Cemeteries

Who Is Buried in the Linton Cemetery? – Washington County

Some of you may think I haven’t shown due diligence in explaining who is buried in the Linton family graveyard in Washington County since we had Billy Wilkerson come with his ground penetrating radar machine in April of this year.  I can’t tell you yet.  Not that I don’t want to, I’m still in the process of elimination. 

I printed a list of Captain John Hancock and Ann Mason Linton’s children, grandchildren and great-grandchildren.  A significant amount of people is on this list – over 300.  Of all the children who came to Washington County with their parents, only one returned to Loudoun County.  Daughter Elizabeth Rebecca Linton and spouse, Richard Keene, missed Loudoun County, and moved back.  Richard, one of their sons, remained in Kentucky and married Susan Linton Moran, his first cousin.  Yes, that was more acceptable at that time period than it is today!

It is possible to search Find A Grave by entering a last name and a county and state.  In doing so, for example, all those buried with the last name Linton in Washington County, will be listed in alphabetical order.  Sometimes I sort these by ‘birth date (Older),’ especially if I am searching for someone buried in the early days.  I have searched with almost all Linton and extended family names – Edwards, Green, Keene, Taylor, etc.  This is the way I have eliminated many Linton descendants, finding them buried in various cemeteries in the counties of Washington, Nelson, Marion and Spencer.  You can search state-wide, but you get an enormous amount of possibilities!

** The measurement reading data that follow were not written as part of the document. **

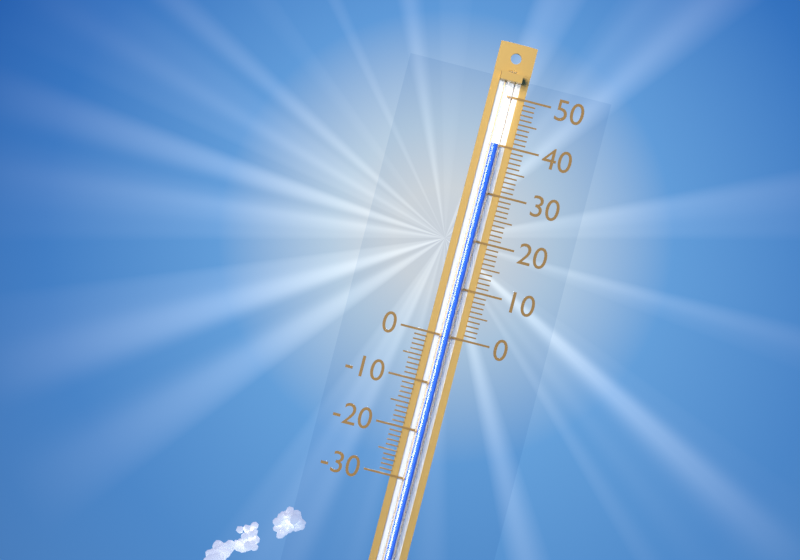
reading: 40 (no unit)
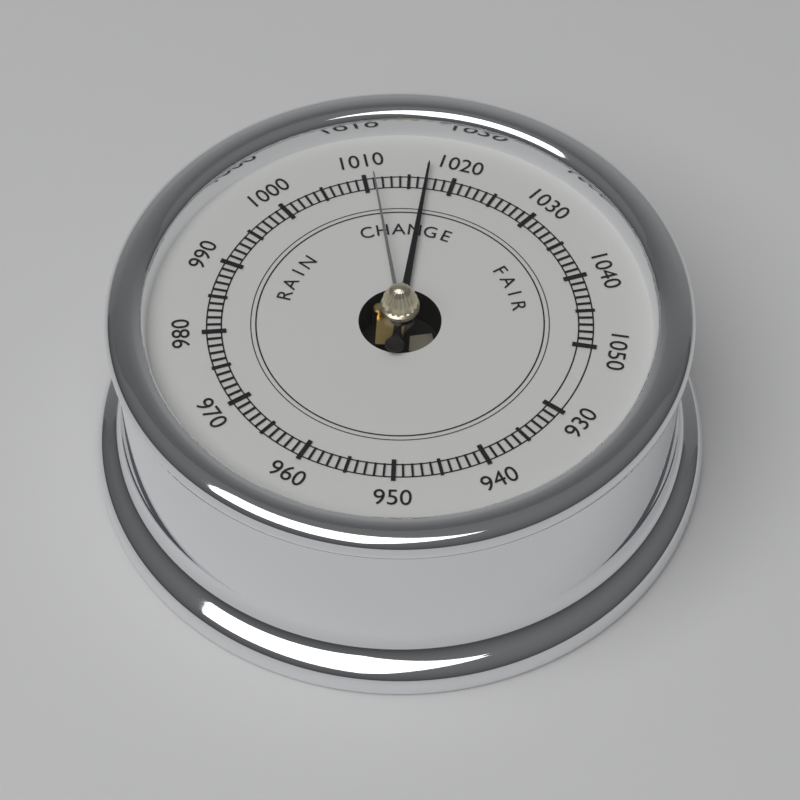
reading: 1017 (no unit)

This is an old photograph of the Linton cemetery I found this morning.  I cannot tell you when this was taken. 

Another old photograph, perhaps taken the same day.  You can see small trees, bushes, and brush growing there.  I remember asking my grandmother where this cemetery was located.  She told me it was on the road where she was born and raised, at one time called Old Hwy 555.  My parents went to this cemetery and took a couple of photos, probably the two I’ve inserted.  I must have been at college at the time – 1976?

Taken in 2010 if you didn’t know there was a cemetery in this spot it would be passed by.  When Reed Spalding owned the land, he kept the cemetery immaculate.  Other owners were not as concerned.

To give you an idea how tall the weeds and bushes were!

The poor captain surrounded by weeds!

This photograph was taken in 2016.  I see two additional stones, one in the second row on the left and in the third row. 

Taken in May.  There are a few inches of one stone left, but there is no third row.

Time waits for no man – or woman.  Everything grows, evolves, grows back, is cut back, pieces of stones go missing.  It is what it is.  But when we research every possibility for the people who are buried here, this cemetery will have more history, even if there are few stones to tell the story.

6 replies »

  1. Is there any history on charity Keene and Matthew linton that you have researched?

  2. Have you every done any research on the Hall Cemetery in Washington County and the murder over a bushel of rye for moonshine.